JohnMount commented 8 years ago

vtreat uses P(y|x=level) without the lambda(n) weight (though we do use a pseudo-count smoothing factor through the smFactor argument). In both cases you are allowing in some bias to try to lower the variance (variance under possible re-samplings of training data) of the conditional estimates (in the hope of having lower overall expected error). The Micci-Barreca lambda isn't a pseudo-count but a bit more like a shrinkage in James–Stein estimator terms (eqn. 3 is a bit better than "shinkage" as lambda(n) is not constant). Misha Bilenko in his "learning by counts" gets around this by exposing all the pieces (numerator, denominator) to the downstream machine learning so it can work with these.

We prefer the pseudo-count smFactor as it "feels a bit more Bayesian" and is in "observation units."

The logging of the models is simply because a lot of the downstream modeling assumes a impose an additive or linear structure. So working in log units tempting. Good idea if the next stage is linear. Probably not a great idea if the next stage is logistic regression (but doesn't seem to hurt too much). Doesn't matter much at all if the next stage is monotone (like tree based methods such as decision trees, random Forests, or gradient boosting).

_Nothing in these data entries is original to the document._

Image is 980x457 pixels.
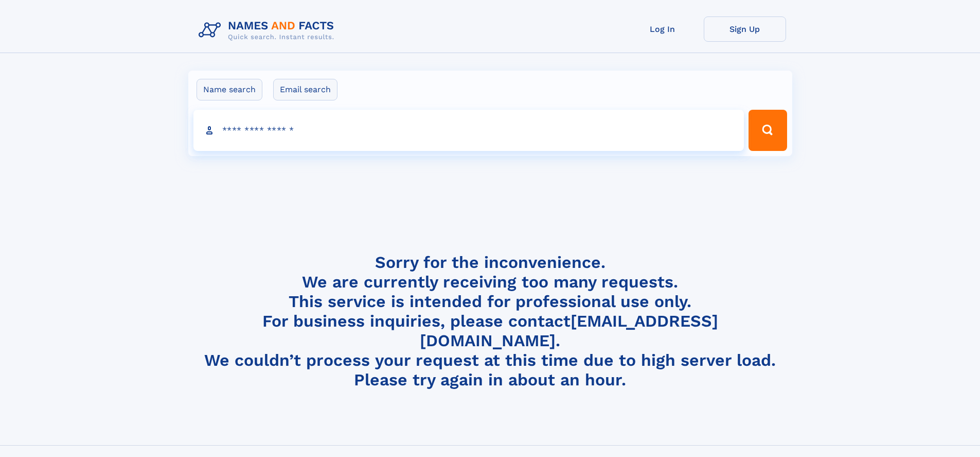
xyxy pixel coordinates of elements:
[195,252,786,389] h4: Sorry for the inconvenience. We are currently receiving too many requests. This service is intend...
[748,110,786,151] button: Search Button
[273,78,337,101] label: Email search
[194,110,744,151] input: search input
[621,16,704,42] a: Log In
[196,78,262,101] label: Name search
[704,16,786,42] a: Sign Up
[195,16,343,45] img: Logo Names and Facts
[420,311,718,350] a: [EMAIL_ADDRESS][DOMAIN_NAME]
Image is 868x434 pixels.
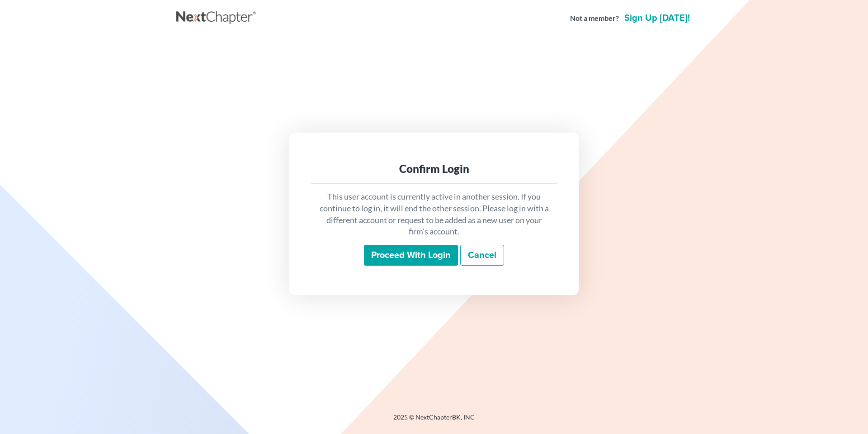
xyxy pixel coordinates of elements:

Don't really have many more "on topic" references. The ideas are just collected by experience and taste and may not be the only plausible design. We tend to use "The Elements of Statistical Learning; 2nd edition" Jerome H. Friedman, Robert Tibshirani, and Trevor Hastie and "Bayesian Data Analysis; 3rd edition" Andrew Gelman, John B. Carlin, Hal S. Stern, David B. Dunson, Aki Vehtari, Donald B. Rubin as our machine learning reference.